West Ham made a pledge to spend £28m in the local area in the first five years following their relocation. Those inside the club feel that sum has been exceeded significantly.
However, they are well aware the good work will not get recognised if the team does not perform.
“Everybody can have one good year,” Moyes told BBC Sport recently.
“I am trying to see how I can get West Ham growing. I want my conversations with the owners in future to be about where we can take West Ham, what we are trying to do and what we are trying to achieve.
“It will not always be an upward spiral and there will be times where you may need to break it to fix it to get it back to where you want to go. But what we have to try and make sure we do now is have continued success.”

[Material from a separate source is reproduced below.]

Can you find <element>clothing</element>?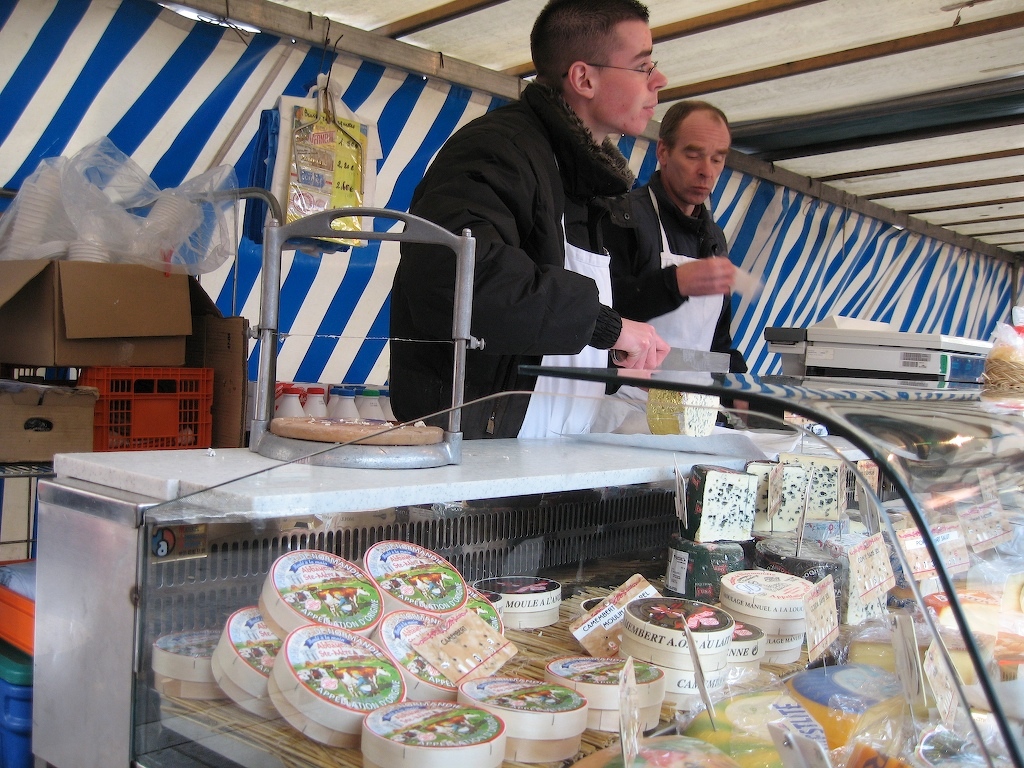
Yes, bounding box: x1=591, y1=167, x2=746, y2=368.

London Stadium has an atmosphere
West Ham fans will tell you there was never any “outright hostility” towards London Stadium.
That may be true. But it has certainly been a lightning rod for many of the club’s ills.

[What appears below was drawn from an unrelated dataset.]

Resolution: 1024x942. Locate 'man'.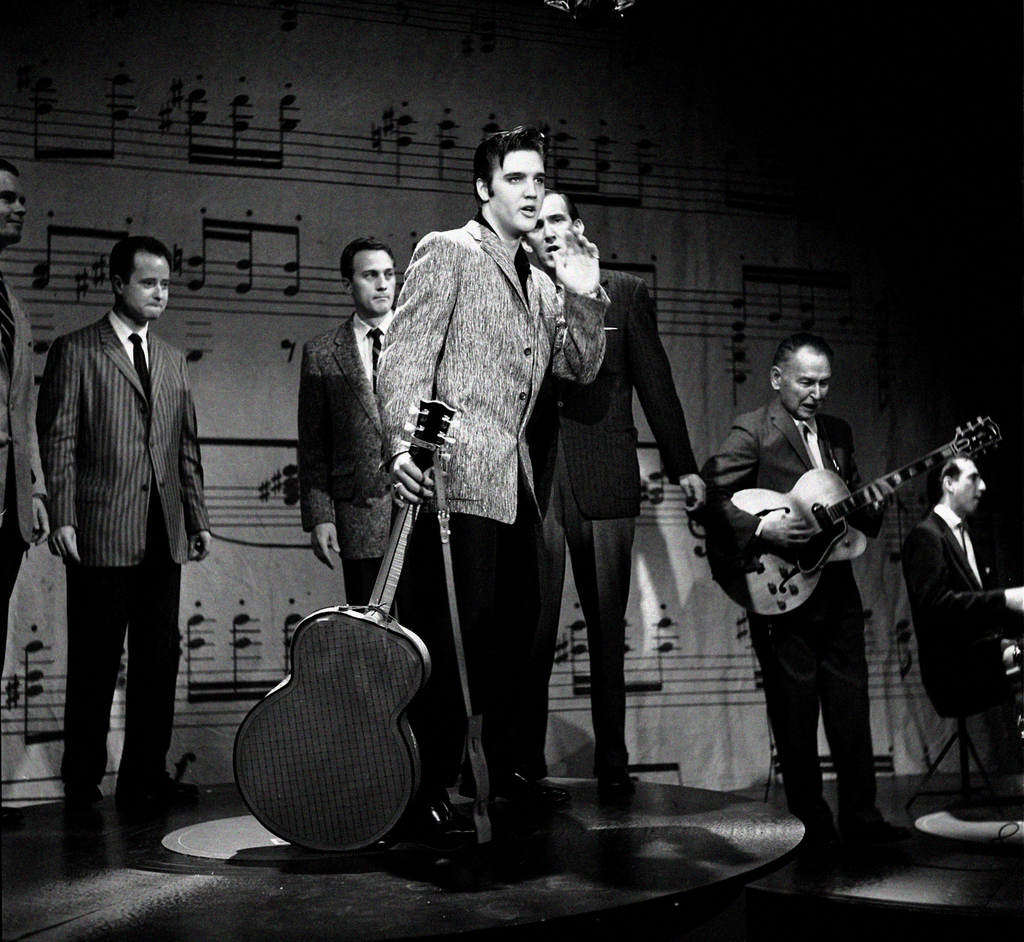
region(378, 126, 605, 816).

Fierce criticism over the relatively small annual £3m rent West Ham pay to play in the stadium has been turned back at the elected officials who negotiated it after the deal was found to be watertight.
But chipping away at relatively minor details to make the stadium more acceptable to supporters, such as squaring off the seats behind both goals, getting a claret carpet rather than a green one and unveiling a statue to club legends Sir Geoff Hurst, Bobby Moore and Martin Peters outside the ground has been a painstaking process.
At 48,464, West Ham have the fourth-highest average crowd in this season’s Europa League, behind only Barcelona, Marseille and Celtic. In the Premier League, only Manchester United and Arsenal have a bigger average gate than their 59,016.
Whisper it quietly, but the atmosphere at London Stadium – derided by home and away supporters alike – has improved as the team has started to win.
That is perhaps predictable but, five minutes before kick-off against Sevilla, it is not anticipated anyone will be complaining about the noise in the ground. The same will also be true at the final whistle if West Ham overturn the single-goal deficit from the first leg and reach the quarter-finals.
The next steps
There are some concerns. On the pitch, some fans were critical of Moyes for not strengthening his squad sufficiently, either last summer – when he spent £60m on Kurt Zouma and Nikola Vlasic – or in January.
Moyes feels this is unfair. West Ham tried to buy players in January – when they made a massive offer for Leeds United midfielder Kalvin Phillips – but clubs would not sell. And he has never been in the business of spending money on players he does not want.
Sullivan, 73, plus fellow co-chairman David Gold and chief executive Karren Brady, remain distrusted by large sections of the West Ham support even if the hostility has been quietened by on-pitch performances.
And there is major uncertainty over the business operations of Czech billionaire Daniel Kretinsky – who bought a 27% stake in the club in November, given his investment company owns 49% of Eustream – the massive pipeline that carries Russian gas into Europe.
Yet, compared to how West Ham have been in the not-too-distant past, when they were borrowing from sponsors and selling players to ensure bills were paid, they have come a long way.
Defeat by Sevilla would not irretrievably halt that progress, but victory – and a first European quarter-final since 1981 – would throw open a window to what a bright future could look like for this East End club.
“Throughout history, the top teams have usually won the competitions,” said Moyes.
“At West Ham, we have to try and get ourselves into a position where we have more chance of getting to semi-finals and finals and hopefully winning those trophies as well.”